Pentagon eyes three-year block buy of F-35s from fiscal 2018

The Pentagon said Friday it would talk to U.S. lawmakers about approving a three-year block buy of Lockheed Martin Corp F-35 fighter jets beginning in fiscal 2018 that would include U.S. purchases and international buyers.
Such a deal would not constitute a formal "multi-year buy," but would still require congressional approval.
A block buy of more than 400 jets would allow for "double-digit" cost savings from larger economies of scale when orders reach around 150 planes a year.
The Pentagon's chief arms buyer, said the $391 billion F-35 program was meeting or exceeding performance and cost milestones set during a 2011 restructuring of the program.
It remained on track for a key milestone this summer when the U.S. Marine Corps expects to declare an initial squadron of jets ready for combat use, followed by the Air Force in 2016.

1 comment:

  1. Multi-year procurements, which the Pentagon intends no matter what they call it, that would be Pentagon acquisition chief Frank Kendall, are covered by 10 U.S. Code § 2306b. Kendall intends to obfuscate by calling his MYP a "block buy" which is a Pentagon invention not covered by any statute.

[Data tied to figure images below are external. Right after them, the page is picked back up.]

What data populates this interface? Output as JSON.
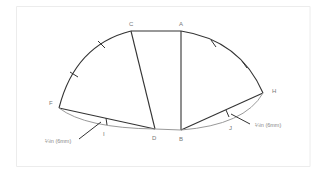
{
  "diagram": {
    "type": "pattern-construction",
    "points": {
      "A": "A",
      "B": "B",
      "C": "C",
      "D": "D",
      "F": "F",
      "H": "H",
      "I": "I",
      "J": "J"
    },
    "annotations": {
      "left": "¼in (6mm)",
      "right": "¼in (6mm)"
    },
    "colors": {
      "line": "#333333",
      "curve": "#999999",
      "border": "#e6e6e6",
      "label": "#777777"
    }
  }
}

It's been done before, but never on this scale.

    So they intend to procure a huge number of faulty F-35 prototype planes which don't satisfy the law "That there is a stable design for the property to be acquired and that the technical risks associated with such property are not excessive." The law requires that F-35 production starts after Milestone C, April 2019, when the plane's design would be approved.

    As a result of engineering changes mandated by further testing these faulty planes will all be subject to retrofit at great cost, at depots yet to be built and staffed, a situation once called by Kendall "acquisition malpractice" when it was on a small scale not involving hundreds of aircraft as his new plan would. That would be mucho-malpractice and just plain wrong. There is no need to break the law, and it's stupid to so particularly when the only reason for it is to enhance LockMart profits.

    Money would be saved by obeying the law, and in the meantime improving quality at the F-35 Ft. Worth factory, which has been found deficient by the Pentagon Inspector General. Sloppy workmanship is expensive.